But nowadays I’m a moratorium man, cast adrift on the issue along with many other Americans. First came the Illinois eye-openers, where several innocent men were released from death row. A quirk, perhaps? (Al Gore’s current logic.) But it wasn’t. Similar cases popped up elsewhere. Last year I interviewed a Missouri man, Roy Roberts, the night before his execution. There was no physical evidence, witnesses changed their stories and Roberts passed three lie-detector tests. I began to wonder: are we really executing people without knowing for sure?
We are. This spring, I focused on an obscure case in Texas. The state was all set to execute Ricky McGinn, who looked very guilty but had not been given his proper DNA tests. It seemed like a no-brainer–why not find out for certain before executing him? This was the case in which Gov. George W. Bush issued his first-ever reprieve. But that raised as many questions as it answered. Illinois and New York are the only states that currently allow inmates to obtain DNA testing on request, and Bush had previously turned down such testing in cases that didn’t get as much publicity.
At least this year’s presidential campaign is putting some important, if misunderstood, legal concepts back into public view. Take “reasonable doubt.” It turns out that’s the standard only at the original trial. After that, all the reasonable doubt in the world doesn’t count without gross procedural error. And all the gross procedural error in the world doesn’t count if defense attorneys don’t protest early in the process. Bush insists that the system is “fair”; in fact, the system is something out of Joseph Heller or Franz Kafka.
Which brings us to Gary Graham, executed last week. Graham was a thug on a crime spree in 1981, and he might have killed Bobby Lambert outside a Houston supermarket. Might have. The evidence in the murder case was thin. There was no DNA, fingerprint or physical evidence. During the trial, the jury was told that Graham was arrested in possession of a .22-caliber pistol similar to the one used in the crime–but not told that the Houston police found that they were in fact different guns.
Of the eight witnesses who saw the killer in or near the store, seven could not identify Graham in the original police reports. He was sent to his death, contrary to the Biblical admonition, on the basis of a single eyewitness, Bernadine Skillern. Her story was convincingly told, but contradicted by two other witnesses who were never called to testify or even interviewed by the indisputably incompetent court-appointed defense attorney.
How stacked is the deck? The higher courts, including the Supreme Court (which last week refused, 5-4, to review the case), tend to trust the original jurors–unless the original jurors have new doubts. Then their views don’t matter. Three of the original jurors in the Graham case said that if they had heard all the witnesses originally, they would have voted to acquit. The higher courts were unmoved.

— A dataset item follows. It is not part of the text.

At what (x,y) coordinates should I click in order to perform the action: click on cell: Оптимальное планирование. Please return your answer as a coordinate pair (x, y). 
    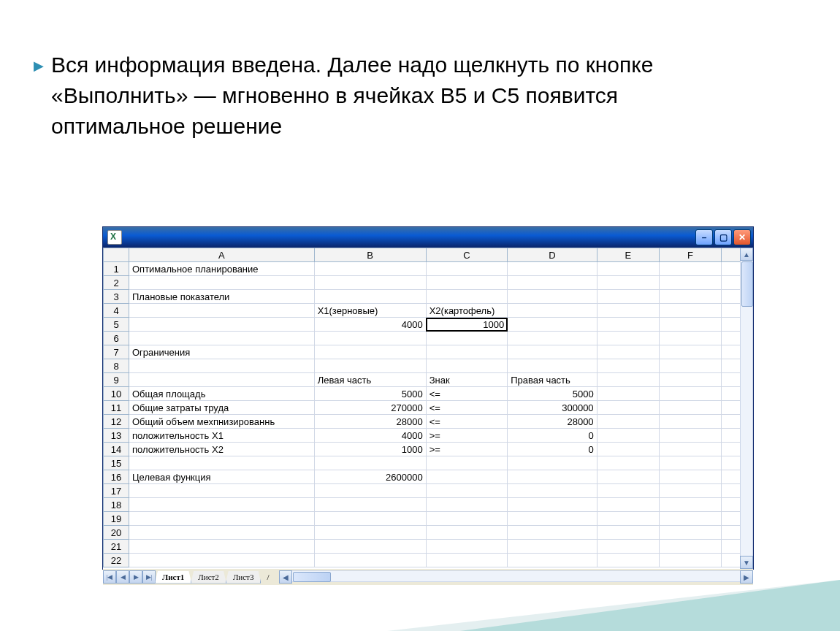
    Looking at the image, I should click on (221, 269).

The bottom line is that the “full and fair” access to the courts that Bush brags about is now a mirage. In Herrera v. Collins (1993), the Supreme Court made it much tougher to bring a constitutional claim of innocence. And the 1996 Anti-Terrorism and Effective Death Penalty Act–pushed by the Clinton administration–sharply curtailed federal review of state cases. Despite numerous appeals, the facts of the Graham case were never formally revisited. After his 1981 trial, no court gave Graham even a short hearing on the question of his guilt or innocence.
That left a claim of “ineffective counsel,” which is like buying a lottery ticket. The Supreme Court has only twice in two centuries granted relief on those grounds. Lower courts also routinely reject such claims, in part because they are so often the last refuge of the guilty. The courts apply what is jokingly called the “mirror test”–if it fogs up (because of the lawyer’s breathing), he’s “effective.” The Chicago Tribune reported that in 43 of the 131 executions on Bush’s watch–almost one third–inmates were represented by counsel publicly sanctioned for misconduct (sometimes in unrelated cases) by the state bar association.

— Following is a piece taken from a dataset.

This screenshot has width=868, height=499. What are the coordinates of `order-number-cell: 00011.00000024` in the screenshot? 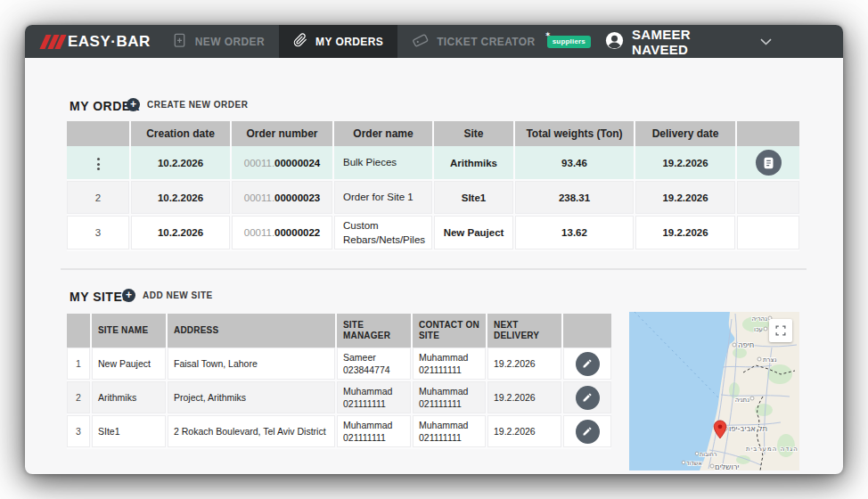 It's located at (283, 164).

The closer you look at the Texas system, the more questions it raises about Bush’s leadership. One reason Texas has executed three times as many inmates as the next state (Virginia) is that Texas is one of only eight states that does not have a sentence of life in prison without parole. (Juries usually like that option.) And Texas is one of only a few states without a public-defender system. In 1995 Bush vetoed a bill that would have provided for one. He prefers a system where elected judges appoint lawyers who also often happen to be contributors to the judges’ campaigns. These defense attorneys have a strong financial incentive to plead out cases and otherwise help the prosecution.
Gore doesn’t want to make any of this an issue, so it almost certainly won’t hurt Bush in November. But campaigns are about more than who wins. They also help the country crystallize its view of itself. A new poll shows that nearly 60 percent of Texans believe the state has, at some point, executed the innocent. No matter. These voters apparently view state-sanctioned murder as a fair price to pay for maintaining the status quo. A real leader would try to take his people to a better place. Will Bush? I have reasonable doubt.